> [What the exercise asks]: For each line in the records that contains "Where", make a copy.
>>>>>
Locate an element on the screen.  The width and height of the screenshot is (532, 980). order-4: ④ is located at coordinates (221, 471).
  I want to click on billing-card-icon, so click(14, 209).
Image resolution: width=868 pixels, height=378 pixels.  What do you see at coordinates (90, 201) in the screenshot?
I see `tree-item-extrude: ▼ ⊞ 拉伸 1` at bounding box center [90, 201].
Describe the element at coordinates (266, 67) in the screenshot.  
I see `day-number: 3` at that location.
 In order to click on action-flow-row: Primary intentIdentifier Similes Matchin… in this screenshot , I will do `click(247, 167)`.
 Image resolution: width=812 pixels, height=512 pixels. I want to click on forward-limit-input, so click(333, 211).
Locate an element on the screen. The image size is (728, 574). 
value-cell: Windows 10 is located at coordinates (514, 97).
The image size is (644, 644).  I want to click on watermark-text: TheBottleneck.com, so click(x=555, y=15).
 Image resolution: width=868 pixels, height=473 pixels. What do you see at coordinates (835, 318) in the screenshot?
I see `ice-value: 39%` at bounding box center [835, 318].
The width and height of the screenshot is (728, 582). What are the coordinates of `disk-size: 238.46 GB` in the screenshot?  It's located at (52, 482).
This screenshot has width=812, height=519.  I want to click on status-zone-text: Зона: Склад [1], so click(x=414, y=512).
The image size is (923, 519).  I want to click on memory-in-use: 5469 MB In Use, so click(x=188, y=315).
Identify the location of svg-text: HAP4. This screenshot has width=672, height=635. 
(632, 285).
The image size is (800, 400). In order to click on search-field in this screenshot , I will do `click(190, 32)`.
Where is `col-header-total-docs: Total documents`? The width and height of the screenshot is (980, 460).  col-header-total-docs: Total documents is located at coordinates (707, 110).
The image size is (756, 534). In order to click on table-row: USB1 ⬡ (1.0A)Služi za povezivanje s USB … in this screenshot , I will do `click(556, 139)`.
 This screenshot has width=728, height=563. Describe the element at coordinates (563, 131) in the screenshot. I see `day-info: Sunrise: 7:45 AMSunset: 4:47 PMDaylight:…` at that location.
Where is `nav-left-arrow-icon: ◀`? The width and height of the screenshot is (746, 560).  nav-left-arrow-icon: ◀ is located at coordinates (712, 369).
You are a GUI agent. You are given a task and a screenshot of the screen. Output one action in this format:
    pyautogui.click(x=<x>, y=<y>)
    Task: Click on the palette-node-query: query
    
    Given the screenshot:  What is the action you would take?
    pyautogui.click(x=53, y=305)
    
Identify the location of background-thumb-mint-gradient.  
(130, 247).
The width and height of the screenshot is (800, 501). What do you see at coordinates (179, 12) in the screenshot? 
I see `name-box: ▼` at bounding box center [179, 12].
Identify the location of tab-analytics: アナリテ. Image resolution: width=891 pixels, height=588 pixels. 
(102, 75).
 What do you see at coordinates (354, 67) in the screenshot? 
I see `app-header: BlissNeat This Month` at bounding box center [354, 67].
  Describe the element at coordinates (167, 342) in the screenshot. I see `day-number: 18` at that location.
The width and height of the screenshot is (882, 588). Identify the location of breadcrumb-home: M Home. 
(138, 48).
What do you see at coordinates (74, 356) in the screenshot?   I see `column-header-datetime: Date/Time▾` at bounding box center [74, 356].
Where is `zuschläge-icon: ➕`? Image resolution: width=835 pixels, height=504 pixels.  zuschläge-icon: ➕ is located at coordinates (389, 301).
<<<<<
> [Exercise response]:
Where is `col-header-total-docs: Total documents`? The width and height of the screenshot is (980, 460).  col-header-total-docs: Total documents is located at coordinates (707, 110).
Where is `nav-left-arrow-icon: ◀`? The width and height of the screenshot is (746, 560).  nav-left-arrow-icon: ◀ is located at coordinates (712, 369).
Where is `zuschläge-icon: ➕`? Image resolution: width=835 pixels, height=504 pixels.  zuschläge-icon: ➕ is located at coordinates (389, 301).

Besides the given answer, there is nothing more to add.